Probably the hardest format to read is .blend files; effectively a .blend file is a dump of the Blender process memory image. It takes a fully featured Blender (or something very similar to it) to make sense of a .blend file.
Update due to comment:
Please, please carefully read what this exporter script you linked to does: It takes an objects material settings (not the model itself) and generates GLSL code, that when used in the right framework (i.e. apropriate uniform and attribute names, matrix setup, etc.) will result in shading operations that resemble those material settings as close as possible. The script does not export a model!
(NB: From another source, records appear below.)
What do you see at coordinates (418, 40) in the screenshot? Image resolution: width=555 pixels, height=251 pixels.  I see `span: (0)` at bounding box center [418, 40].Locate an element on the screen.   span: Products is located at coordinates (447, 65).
You asked about exporting a 3D model. That would be the mesh of the model and it's attributes to place it in the world. Materials are not what's stored in a OBJ or STL file. They're textures, and yes, shaders. But they're completely independent of the model data itself. It's perfectly possible to use the same material settings on multiple models, or to freely exchange a model's material (textures and shaders), as long as the model provides all the required vertex attributes to make this material work.
Update 2 due to comment:
Do you even understand what a shader does? If not, here's a short synopsis: You have vertex attribute data (in buffers). These indexed attributes are submitted to OpenGL. Using a call to glDrawElements or glDrawArrays the attributes are interpreted as primitives (points, lines or triangles (or quads on older OpenGL versions)). Each primitive is then subjected to a number of transformations.
Mandatory: First step is the vertex shader which responsibility is to determine its final position in the viewport.
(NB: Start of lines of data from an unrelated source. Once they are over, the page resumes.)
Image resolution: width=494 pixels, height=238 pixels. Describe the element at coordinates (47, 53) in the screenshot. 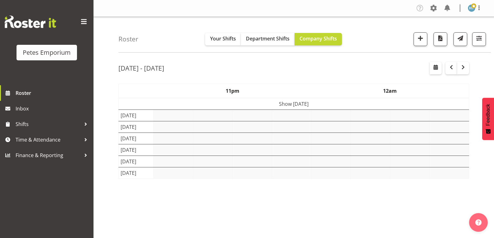

I see `div: Petes Emporium` at that location.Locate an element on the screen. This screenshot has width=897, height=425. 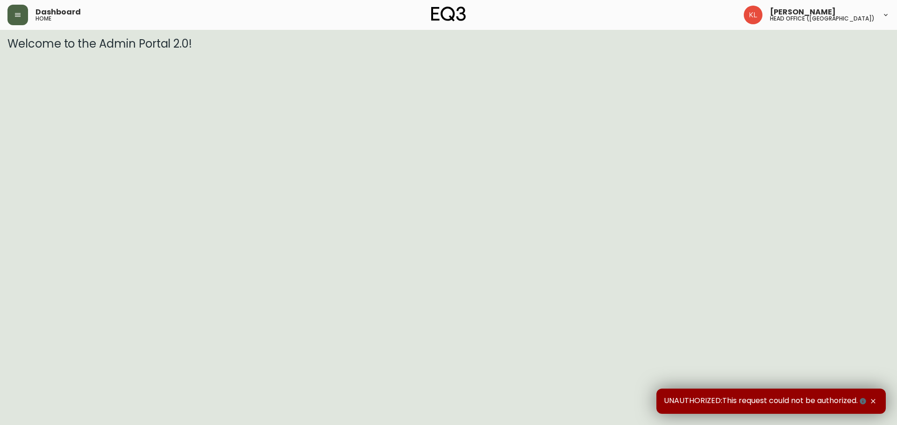
img: 2c0c8aa7421344cf0398c7f872b772b5 is located at coordinates (753, 15).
Optional: After vertex shading vertices the primitives formed by the vertices undergo tesselation shading. Tesselation is used to refine geometry, for example adding detail to terrain or making curved surfaces smoother.
Optional: Next comes geometry shading which can replace a single vertex with a (small) number of vertices. A geometry shader may even change the primitive type. So a single point could be replaced with a triangle for example (usefull for rendering particle systems).
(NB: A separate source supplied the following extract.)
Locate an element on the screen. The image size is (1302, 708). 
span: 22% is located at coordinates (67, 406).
Mandatory: The last step is fragment shading the primitive. After a primitive's position in the viewport has been determined, each of the pixels it covers is processed in one or more fragments. The fragment shader is a program that determines the final color and translucency in the target framebuffer.
Each shading step is controlled by a user defined program. It is these programs, shaders they are called, that are written in GLSL. Not geometry, no models. Programs! And very simple programs at that. They don't produce geometry from nothing, they always process already existing geometry passed to OpenGL.
Shaders are not used for defining or storing models. They just modify them at rendering time.
Have a look at http://www.inka3d.com which converts your Maya shaders to GLSL. For the models do you need WebGL or OpenGL ES 2.0?
I have a black and white 2D drawing of a silhouette (say, a chess piece) that I would like to rotate around an axis to create a 3D object.
Then I want to render that 3D object from multiple angles using some sort of raytracing software, saving each angle into a separate file.
What would be the easiest way to automatically (repeatedly) 1. get a vector path from the 2d drawing 2. create the 3D model by rotating it 3. import it into the raytracer.
I haven't chosen a specific raytracer yet, but Sunflow has caught my eye.
Texturing/bump mapping would be nice but non-essential
The modeling feature you're looking for is a Lathe.
Sunflow can import 3ds files and blender files.
I've never used blender, but here's a tutorial for using the lathe to make a wine glass. You'd replace the silhouette of the wine glass with your shape:
http://www.blendermagz.com/2009/04/14/blender-3d-lathe-modeling-wine-glass/
Blender is FOSS, you can down load it here:
www.blender.org/download/get-blender/ (can't post more than one link, so you'll have to type this one in yourself :-)
I found a pretty cool site where you can do this online, interactively:
http://www.fi.uu.nl/toepassingen/00182/toepassing_wisweb.en.html
No great detail revolution but maybe you can find the code and extend it to your needs.